By SETH J. FRANTZMAN
Why isn’t the media telling the story of Kurdistan’s openness to Jewish history and people?
For years and years Israelis and Jews complained about the rampant anti-semitism in the Middle East, the extreme views that borrowed heavily from Nazi propaganda re-packaged and used against Israel and Jews, the cleansing of Jews from almost every country in the region, the destruction of Jewish holy sites, synagogues, cemeteries, communal life, and property. It was an unprecedented destruction of Jewish history that had existed for thousands of years as the Jews or Yemen or Iraq were forced to flee and every evidence of their having ever existed was erased. Rarely in history has a minority with such deep roots in a region been completely erased in just a few decades.
And in not one of these countries in the region is there any sorrow over that. Just a book by an Israeli author about the Middle East is so controversial it cannot be shown at a book fair in Egypt. A movie about Jewish life raises protests in Morocco or Egypt or elsewhere. Its not a question of “Israel,” it is a vicious visceral hatred of Jews. No matter that Jews like Albert Memmi supported resistance to colonialism in North Africa, you’d be hard pressed to find anything in north Africa that wants to teach about Jews in schools or university. If you asked students from Yemen to Damascus about Jews, they’d deny Jews ever even existed in their country, far be it from remembering the old Jewish quarters and the contribution Jews had for their countries. Unlike in Europe, where at least they memorialize the Nazi Holocaust that most European countries collaborated with, in the Middle East the concept is just to banish Jews from history.
Moreover in places like Egypt or Libya or elsewhere the present anti-semitism is so deep that everytime someone wants to insult a politician they accuse him of being a Jew, which is the reason Mubaraks regime called its enemies “Jewish Ikhwan”, which is why Mubarak was also portrayed as a Jew, which is why Qadafi was called a Jew, which is why Saudi imams accuse Iran of working with “the Jews” (not with “Israel” mind you), and why Iran accuses the region of being in a grip of an “Jewish, ISIS” conspiracy.
In this region, Holocaust denial is mainstream, and there are even contests for cartoons to deny the Holocaust in Iran, as part of their way to “get back” at Europe…so to get back at Europe for free speech, they punish the Jews by mocking the Holocaust. Because in the Middle East, “the Jews” are always the group everyone can hate and it is considered laudable. Even in Turkey the leaders until recently would blame shadowy “banking” conspiracies, clearly linked to “Jewish international finance”, for their problems.
But there is one place where unlike the small Jewish minorities in Tunisia or Morocco, there is a relatively positive and healthy relationship with the Jewish past, and that is in Kurdistan. It’s the one place where books about the Jewish past and Jewish figures are sold in stores in Erbil. It’s the one place where there isn’t daily sermons against Jews, and the one place trying to revive and discuss Jewish history.
And what is odd is that despite the Kurdistan Regional Government, and Kurdistan Democratic Party’s efforts to commemorate the Farhud or pogrom against Jews in Iraq, and to seek links with Jewish communities, there is too much of a wall of silence from Jewish media around the world. When there isn’t silence and disinterest, what I’ve seen is sometimes actual mocking, suspicion and negative views of Kurdish efforts.
Why is that? The same journalist that would suck up a story about some tiny coexistence in Tunisia, or write about “Muslim rescue during the Holocaust,” when you have an autonomous government seeking out relations with Jewish communities, sometimes spurns it and casts aspersions on it.
I hear stories about the most ridiculous comments by journalists in some Israeli or Jewish media, attacking Kurdistan’s work. Why is that? The one place that welcomes Jewish media, that says come and see, is the place that the media has contempt for? If a Saudi imam who for decades called Jews “pigs and monkeys” decided to say that some Jews were not pigs and monkeys, the press would flock and say “moderation” and “isn’t this amazing”…but a whole area where people are openly tolerant and openly supportive even of Jewish historical memory, history and open to Israel, is the one place where there is too often a kind of contempt for them. A suspicion, as in “how can they like us”?
There is a very real and interesting story to be done about Kurdish-Jewish relations and history, and a comparison with the regional state of affairs relating to anti-semitism and history. And media should not spurn that or mock it, or have just a critical eye about it.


Work item: Print out each entry below in full, exactly as given, excluding pictures.
§ §
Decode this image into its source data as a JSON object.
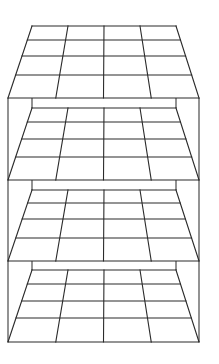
{
  "diagram": {
    "title": "",
    "line_color": "#2b2b2b",
    "background": "#ffffff",
    "frame": {
      "outer_left_x": 8,
      "outer_right_x": 199,
      "inner_left_x": 32,
      "inner_right_x": 176,
      "top_y": 98,
      "bottom_y": 342
    },
    "planes": [
      {
        "id": "plane-1",
        "rows": 4,
        "cols": 4,
        "top_y": 26,
        "bottom_y": 98,
        "top_left_x": 32,
        "top_right_x": 176,
        "bottom_left_x": 8,
        "bottom_right_x": 199,
        "h_lines_y": [
          26,
          40,
          56,
          75,
          98
        ]
      },
      {
        "id": "plane-2",
        "rows": 4,
        "cols": 4,
        "top_y": 108,
        "bottom_y": 180,
        "top_left_x": 32,
        "top_right_x": 176,
        "bottom_left_x": 8,
        "bottom_right_x": 199,
        "h_lines_y": [
          108,
          122,
          139,
          157,
          180
        ]
      },
      {
        "id": "plane-3",
        "rows": 4,
        "cols": 4,
        "top_y": 190,
        "bottom_y": 261,
        "top_left_x": 32,
        "top_right_x": 176,
        "bottom_left_x": 8,
        "bottom_right_x": 199,
        "h_lines_y": [
          190,
          203,
          219,
          238,
          261
        ]
      },
      {
        "id": "plane-4",
        "rows": 4,
        "cols": 4,
        "top_y": 270,
        "bottom_y": 342,
        "top_left_x": 32,
        "top_right_x": 176,
        "bottom_left_x": 8,
        "bottom_right_x": 199,
        "h_lines_y": [
          270,
          284,
          301,
          318,
          342
        ]
      }
    ]
  }
}
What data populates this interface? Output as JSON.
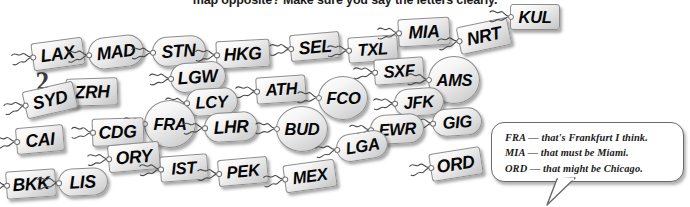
{
  "instruction": "map opposite? Make sure you say the letters clearly.",
  "page_number": "2",
  "tags": [
    {
      "code": "LAX",
      "shape": "rect",
      "x": 32,
      "y": 40,
      "w": 52,
      "h": 28,
      "rot": -8,
      "fs": 18
    },
    {
      "code": "MAD",
      "shape": "round",
      "x": 88,
      "y": 36,
      "w": 56,
      "h": 32,
      "rot": -7,
      "fs": 18
    },
    {
      "code": "STN",
      "shape": "round",
      "x": 152,
      "y": 36,
      "w": 54,
      "h": 30,
      "rot": -4,
      "fs": 18
    },
    {
      "code": "HKG",
      "shape": "rect",
      "x": 216,
      "y": 40,
      "w": 54,
      "h": 28,
      "rot": -3,
      "fs": 18
    },
    {
      "code": "SEL",
      "shape": "rect",
      "x": 290,
      "y": 33,
      "w": 50,
      "h": 27,
      "rot": -5,
      "fs": 18
    },
    {
      "code": "TXL",
      "shape": "rect",
      "x": 348,
      "y": 36,
      "w": 50,
      "h": 26,
      "rot": -4,
      "fs": 17
    },
    {
      "code": "MIA",
      "shape": "rect",
      "x": 398,
      "y": 18,
      "w": 52,
      "h": 28,
      "rot": -3,
      "fs": 18
    },
    {
      "code": "NRT",
      "shape": "rect",
      "x": 458,
      "y": 22,
      "w": 52,
      "h": 28,
      "rot": -12,
      "fs": 18
    },
    {
      "code": "KUL",
      "shape": "rect",
      "x": 510,
      "y": 4,
      "w": 50,
      "h": 26,
      "rot": 0,
      "fs": 17
    },
    {
      "code": "LGW",
      "shape": "round",
      "x": 170,
      "y": 62,
      "w": 56,
      "h": 30,
      "rot": -4,
      "fs": 18
    },
    {
      "code": "ATH",
      "shape": "rect",
      "x": 256,
      "y": 76,
      "w": 50,
      "h": 27,
      "rot": -4,
      "fs": 17
    },
    {
      "code": "FCO",
      "shape": "circle",
      "x": 318,
      "y": 76,
      "w": 50,
      "h": 44,
      "rot": 0,
      "fs": 17
    },
    {
      "code": "SXF",
      "shape": "rect",
      "x": 374,
      "y": 58,
      "w": 50,
      "h": 26,
      "rot": -4,
      "fs": 17
    },
    {
      "code": "AMS",
      "shape": "circle",
      "x": 428,
      "y": 56,
      "w": 52,
      "h": 48,
      "rot": 0,
      "fs": 17
    },
    {
      "code": "ZRH",
      "shape": "rect",
      "x": 66,
      "y": 78,
      "w": 52,
      "h": 28,
      "rot": -2,
      "fs": 18
    },
    {
      "code": "LCY",
      "shape": "round",
      "x": 186,
      "y": 88,
      "w": 52,
      "h": 28,
      "rot": -3,
      "fs": 17
    },
    {
      "code": "SYD",
      "shape": "rect",
      "x": 24,
      "y": 86,
      "w": 52,
      "h": 28,
      "rot": -13,
      "fs": 18
    },
    {
      "code": "FRA",
      "shape": "circle",
      "x": 144,
      "y": 100,
      "w": 52,
      "h": 48,
      "rot": 0,
      "fs": 17
    },
    {
      "code": "LHR",
      "shape": "round",
      "x": 204,
      "y": 112,
      "w": 54,
      "h": 30,
      "rot": -3,
      "fs": 18
    },
    {
      "code": "BUD",
      "shape": "circle",
      "x": 276,
      "y": 106,
      "w": 52,
      "h": 46,
      "rot": 0,
      "fs": 17
    },
    {
      "code": "JFK",
      "shape": "round",
      "x": 394,
      "y": 88,
      "w": 50,
      "h": 28,
      "rot": -4,
      "fs": 17
    },
    {
      "code": "GIG",
      "shape": "round",
      "x": 432,
      "y": 108,
      "w": 50,
      "h": 28,
      "rot": -4,
      "fs": 17
    },
    {
      "code": "EWR",
      "shape": "round",
      "x": 370,
      "y": 114,
      "w": 54,
      "h": 30,
      "rot": -3,
      "fs": 17
    },
    {
      "code": "CAI",
      "shape": "rect",
      "x": 16,
      "y": 126,
      "w": 48,
      "h": 27,
      "rot": -5,
      "fs": 18
    },
    {
      "code": "CDG",
      "shape": "rect",
      "x": 92,
      "y": 118,
      "w": 52,
      "h": 28,
      "rot": -2,
      "fs": 18
    },
    {
      "code": "LGA",
      "shape": "round",
      "x": 336,
      "y": 132,
      "w": 52,
      "h": 28,
      "rot": -9,
      "fs": 17
    },
    {
      "code": "ORY",
      "shape": "rect",
      "x": 108,
      "y": 143,
      "w": 52,
      "h": 28,
      "rot": -5,
      "fs": 18
    },
    {
      "code": "ORD",
      "shape": "rect",
      "x": 430,
      "y": 150,
      "w": 52,
      "h": 28,
      "rot": -9,
      "fs": 18
    },
    {
      "code": "IST",
      "shape": "rect",
      "x": 160,
      "y": 155,
      "w": 48,
      "h": 26,
      "rot": -4,
      "fs": 17
    },
    {
      "code": "PEK",
      "shape": "rect",
      "x": 218,
      "y": 158,
      "w": 50,
      "h": 27,
      "rot": -5,
      "fs": 17
    },
    {
      "code": "MEX",
      "shape": "rect",
      "x": 284,
      "y": 162,
      "w": 52,
      "h": 28,
      "rot": -8,
      "fs": 17
    },
    {
      "code": "BKK",
      "shape": "rect",
      "x": 6,
      "y": 170,
      "w": 50,
      "h": 28,
      "rot": -4,
      "fs": 18
    },
    {
      "code": "LIS",
      "shape": "round",
      "x": 58,
      "y": 168,
      "w": 50,
      "h": 28,
      "rot": -3,
      "fs": 18
    }
  ],
  "bubble": {
    "lines": [
      "FRA — that's Frankfurt I think.",
      "MIA — that must be Miami.",
      "ORD — that might be Chicago."
    ]
  }
}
§ §
Result of this exercise:
Decode this image into its source data as a JSON object.
{
  "diagram": {
    "title": "",
    "line_color": "#2b2b2b",
    "background": "#ffffff",
    "frame": {
      "outer_left_x": 8,
      "outer_right_x": 199,
      "inner_left_x": 32,
      "inner_right_x": 176,
      "top_y": 98,
      "bottom_y": 342
    },
    "planes": [
      {
        "id": "plane-1",
        "rows": 4,
        "cols": 4,
        "top_y": 26,
        "bottom_y": 98,
        "top_left_x": 32,
        "top_right_x": 176,
        "bottom_left_x": 8,
        "bottom_right_x": 199,
        "h_lines_y": [
          26,
          40,
          56,
          75,
          98
        ]
      },
      {
        "id": "plane-2",
        "rows": 4,
        "cols": 4,
        "top_y": 108,
        "bottom_y": 180,
        "top_left_x": 32,
        "top_right_x": 176,
        "bottom_left_x": 8,
        "bottom_right_x": 199,
        "h_lines_y": [
          108,
          122,
          139,
          157,
          180
        ]
      },
      {
        "id": "plane-3",
        "rows": 4,
        "cols": 4,
        "top_y": 190,
        "bottom_y": 261,
        "top_left_x": 32,
        "top_right_x": 176,
        "bottom_left_x": 8,
        "bottom_right_x": 199,
        "h_lines_y": [
          190,
          203,
          219,
          238,
          261
        ]
      },
      {
        "id": "plane-4",
        "rows": 4,
        "cols": 4,
        "top_y": 270,
        "bottom_y": 342,
        "top_left_x": 32,
        "top_right_x": 176,
        "bottom_left_x": 8,
        "bottom_right_x": 199,
        "h_lines_y": [
          270,
          284,
          301,
          318,
          342
        ]
      }
    ]
  }
}
What data populates this interface? Output as JSON.
{
  "instruction": "map opposite? Make sure you say the letters clearly.",
  "page_number": "2",
  "tags": [
    {
      "code": "LAX",
      "shape": "rect",
      "x": 32,
      "y": 40,
      "w": 52,
      "h": 28,
      "rot": -8,
      "fs": 18
    },
    {
      "code": "MAD",
      "shape": "round",
      "x": 88,
      "y": 36,
      "w": 56,
      "h": 32,
      "rot": -7,
      "fs": 18
    },
    {
      "code": "STN",
      "shape": "round",
      "x": 152,
      "y": 36,
      "w": 54,
      "h": 30,
      "rot": -4,
      "fs": 18
    },
    {
      "code": "HKG",
      "shape": "rect",
      "x": 216,
      "y": 40,
      "w": 54,
      "h": 28,
      "rot": -3,
      "fs": 18
    },
    {
      "code": "SEL",
      "shape": "rect",
      "x": 290,
      "y": 33,
      "w": 50,
      "h": 27,
      "rot": -5,
      "fs": 18
    },
    {
      "code": "TXL",
      "shape": "rect",
      "x": 348,
      "y": 36,
      "w": 50,
      "h": 26,
      "rot": -4,
      "fs": 17
    },
    {
      "code": "MIA",
      "shape": "rect",
      "x": 398,
      "y": 18,
      "w": 52,
      "h": 28,
      "rot": -3,
      "fs": 18
    },
    {
      "code": "NRT",
      "shape": "rect",
      "x": 458,
      "y": 22,
      "w": 52,
      "h": 28,
      "rot": -12,
      "fs": 18
    },
    {
      "code": "KUL",
      "shape": "rect",
      "x": 510,
      "y": 4,
      "w": 50,
      "h": 26,
      "rot": 0,
      "fs": 17
    },
    {
      "code": "LGW",
      "shape": "round",
      "x": 170,
      "y": 62,
      "w": 56,
      "h": 30,
      "rot": -4,
      "fs": 18
    },
    {
      "code": "ATH",
      "shape": "rect",
      "x": 256,
      "y": 76,
      "w": 50,
      "h": 27,
      "rot": -4,
      "fs": 17
    },
    {
      "code": "FCO",
      "shape": "circle",
      "x": 318,
      "y": 76,
      "w": 50,
      "h": 44,
      "rot": 0,
      "fs": 17
    },
    {
      "code": "SXF",
      "shape": "rect",
      "x": 374,
      "y": 58,
      "w": 50,
      "h": 26,
      "rot": -4,
      "fs": 17
    },
    {
      "code": "AMS",
      "shape": "circle",
      "x": 428,
      "y": 56,
      "w": 52,
      "h": 48,
      "rot": 0,
      "fs": 17
    },
    {
      "code": "ZRH",
      "shape": "rect",
      "x": 66,
      "y": 78,
      "w": 52,
      "h": 28,
      "rot": -2,
      "fs": 18
    },
    {
      "code": "LCY",
      "shape": "round",
      "x": 186,
      "y": 88,
      "w": 52,
      "h": 28,
      "rot": -3,
      "fs": 17
    },
    {
      "code": "SYD",
      "shape": "rect",
      "x": 24,
      "y": 86,
      "w": 52,
      "h": 28,
      "rot": -13,
      "fs": 18
    },
    {
      "code": "FRA",
      "shape": "circle",
      "x": 144,
      "y": 100,
      "w": 52,
      "h": 48,
      "rot": 0,
      "fs": 17
    },
    {
      "code": "LHR",
      "shape": "round",
      "x": 204,
      "y": 112,
      "w": 54,
      "h": 30,
      "rot": -3,
      "fs": 18
    },
    {
      "code": "BUD",
      "shape": "circle",
      "x": 276,
      "y": 106,
      "w": 52,
      "h": 46,
      "rot": 0,
      "fs": 17
    },
    {
      "code": "JFK",
      "shape": "round",
      "x": 394,
      "y": 88,
      "w": 50,
      "h": 28,
      "rot": -4,
      "fs": 17
    },
    {
      "code": "GIG",
      "shape": "round",
      "x": 432,
      "y": 108,
      "w": 50,
      "h": 28,
      "rot": -4,
      "fs": 17
    },
    {
      "code": "EWR",
      "shape": "round",
      "x": 370,
      "y": 114,
      "w": 54,
      "h": 30,
      "rot": -3,
      "fs": 17
    },
    {
      "code": "CAI",
      "shape": "rect",
      "x": 16,
      "y": 126,
      "w": 48,
      "h": 27,
      "rot": -5,
      "fs": 18
    },
    {
      "code": "CDG",
      "shape": "rect",
      "x": 92,
      "y": 118,
      "w": 52,
      "h": 28,
      "rot": -2,
      "fs": 18
    },
    {
      "code": "LGA",
      "shape": "round",
      "x": 336,
      "y": 132,
      "w": 52,
      "h": 28,
      "rot": -9,
      "fs": 17
    },
    {
      "code": "ORY",
      "shape": "rect",
      "x": 108,
      "y": 143,
      "w": 52,
      "h": 28,
      "rot": -5,
      "fs": 18
    },
    {
      "code": "ORD",
      "shape": "rect",
      "x": 430,
      "y": 150,
      "w": 52,
      "h": 28,
      "rot": -9,
      "fs": 18
    },
    {
      "code": "IST",
      "shape": "rect",
      "x": 160,
      "y": 155,
      "w": 48,
      "h": 26,
      "rot": -4,
      "fs": 17
    },
    {
      "code": "PEK",
      "shape": "rect",
      "x": 218,
      "y": 158,
      "w": 50,
      "h": 27,
      "rot": -5,
      "fs": 17
    },
    {
      "code": "MEX",
      "shape": "rect",
      "x": 284,
      "y": 162,
      "w": 52,
      "h": 28,
      "rot": -8,
      "fs": 17
    },
    {
      "code": "BKK",
      "shape": "rect",
      "x": 6,
      "y": 170,
      "w": 50,
      "h": 28,
      "rot": -4,
      "fs": 18
    },
    {
      "code": "LIS",
      "shape": "round",
      "x": 58,
      "y": 168,
      "w": 50,
      "h": 28,
      "rot": -3,
      "fs": 18
    }
  ],
  "bubble": {
    "lines": [
      "FRA — that's Frankfurt I think.",
      "MIA — that must be Miami.",
      "ORD — that might be Chicago."
    ]
  }
}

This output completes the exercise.